Reuters journalists Mirwais Harooni and?Emma Graham-Harrison?point out that although "Afghanistan has a history of tension and violence between Sunnis and the Shiite minority ... since the fall of the Taliban the country had been spared the large scale sectarian attacks that have troubled neighboring Pakistan. The noon bomb in a riverside shrine, in the heart of old Kabul, appears to set a grim new precedent."
Updated at 3:47 a.m. ET:?At least?34 people were killed on Tuesday after blasts hit Shiite shrines in Afghanistan during the festival of Ashoura, Al Jazeera English reported citing local media reports and police.
Published at 3:30 a.m. ET: A blast at a shrine in Afghanistan's capital during the Shiite festival of Ashoura killed up to 24 people Tuesday, according to reports.
Meanwhile, four others were killed in the northern city of Mazar-I-Sharif when a bomb on bicycle exploded, Reuters said. The victims included a soldier.
The Kabul explosion was caused by a suicide bomber, Al Jazeera reported.

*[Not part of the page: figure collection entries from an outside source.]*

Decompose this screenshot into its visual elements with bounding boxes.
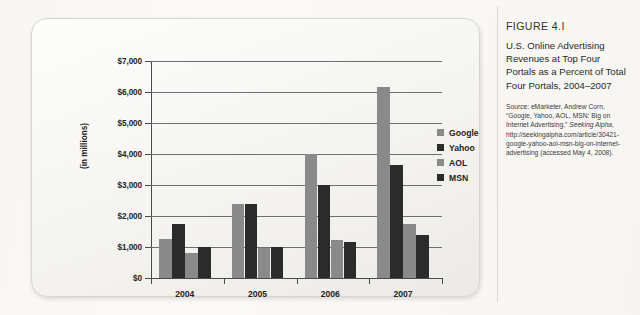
- page-background: (in millions) $0$1,000$2,000$3,000$4,000…: [0, 0, 640, 315]
- y-tick-label: $7,000: [118, 57, 142, 66]
- figure-title: U.S. Online Advertising Revenues at Top …: [506, 39, 632, 92]
- y-tick-mark: [145, 61, 151, 62]
- bar-aol-2007: [403, 224, 416, 278]
- x-tick-mark: [442, 278, 443, 284]
- y-tick-mark: [145, 123, 151, 124]
- bar-yahoo-2007: [390, 165, 403, 278]
- y-tick-mark: [145, 154, 151, 155]
- bar-aol-2005: [258, 248, 271, 278]
- x-tick-mark: [369, 278, 370, 284]
- y-tick-mark: [145, 247, 151, 248]
- y-tick-label: $2,000: [118, 212, 142, 221]
- x-tick-mark: [224, 278, 225, 284]
- x-tick-label-2005: 2005: [248, 289, 267, 299]
- bar-msn-2006: [344, 242, 357, 278]
- figure-number: FIGURE 4.I: [506, 20, 632, 32]
- y-tick-mark: [145, 185, 151, 186]
- bar-google-2007: [377, 87, 390, 278]
- y-tick-mark: [145, 92, 151, 93]
- legend-label-msn: MSN: [449, 173, 468, 183]
- legend-swatch-msn: [437, 174, 444, 181]
- legend-item-google[interactable]: Google: [437, 125, 499, 140]
- caption-divider: [497, 6, 498, 302]
- legend-item-msn[interactable]: MSN: [437, 170, 499, 185]
- legend-item-aol[interactable]: AOL: [437, 155, 499, 170]
- y-tick-label: $5,000: [118, 119, 142, 128]
- legend-label-google: Google: [449, 128, 479, 138]
- x-tick-mark: [151, 278, 152, 284]
- bar-msn-2007: [416, 235, 429, 278]
- y-tick-label: $1,000: [118, 243, 142, 252]
- chart-legend: GoogleYahooAOLMSN: [437, 125, 499, 185]
- y-tick-label: $6,000: [118, 88, 142, 97]
- y-tick-label: $3,000: [118, 181, 142, 190]
- legend-label-aol: AOL: [449, 158, 467, 168]
- y-tick-label: $4,000: [118, 150, 142, 159]
- gridline: [151, 154, 442, 155]
- legend-swatch-google: [437, 129, 444, 136]
- bar-google-2005: [232, 204, 245, 278]
- bar-msn-2004: [198, 247, 211, 278]
- bar-google-2006: [305, 154, 318, 278]
- gridline: [151, 123, 442, 124]
- legend-item-yahoo[interactable]: Yahoo: [437, 140, 499, 155]
- y-tick-label: $0: [133, 274, 142, 283]
- x-tick-label-2006: 2006: [321, 289, 340, 299]
- legend-label-yahoo: Yahoo: [449, 143, 475, 153]
- legend-swatch-yahoo: [437, 144, 444, 151]
- bar-yahoo-2006: [318, 185, 331, 278]
- bar-aol-2006: [331, 240, 344, 278]
- x-tick-label-2004: 2004: [175, 289, 194, 299]
- figure-source-note: Source: eMarketer, Andrew Corn, “Google,…: [506, 102, 632, 158]
- bar-google-2004: [159, 239, 172, 278]
- gridline: [151, 92, 442, 93]
- x-tick-label-2007: 2007: [393, 289, 412, 299]
- plot-area: $0$1,000$2,000$3,000$4,000$5,000$6,000$7…: [151, 61, 442, 278]
- bar-yahoo-2005: [245, 204, 258, 278]
- bar-yahoo-2004: [172, 224, 185, 278]
- source-publication: Seeking Alpha: [569, 121, 612, 128]
- bar-aol-2004: [185, 253, 198, 278]
- y-tick-mark: [145, 216, 151, 217]
- bar-msn-2005: [271, 247, 284, 278]
- figure-caption: FIGURE 4.I U.S. Online Advertising Reven…: [506, 20, 632, 158]
- chart-panel: (in millions) $0$1,000$2,000$3,000$4,000…: [31, 18, 480, 297]
- legend-swatch-aol: [437, 159, 444, 166]
- y-axis-label: (in millions): [80, 123, 89, 169]
- x-tick-mark: [297, 278, 298, 284]
- gridline: [151, 61, 442, 62]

It put the death toll at 24.
However, Hashmatullah Stanekzai, a spokesman for Kabul police, told the Associated Press that it wasn't clear if the explosives were planted in the shrine or if a suicide bomber was behind the attack.
The AP reported that at least 15 had been killed in the attack on the shrine, where worshippers were gathering for Ashoura, the Shiite Muslim holiday marking the death of Hussein, the grandson of Prophet Muhammad.
The Associated Press and Reuters contributed to this report.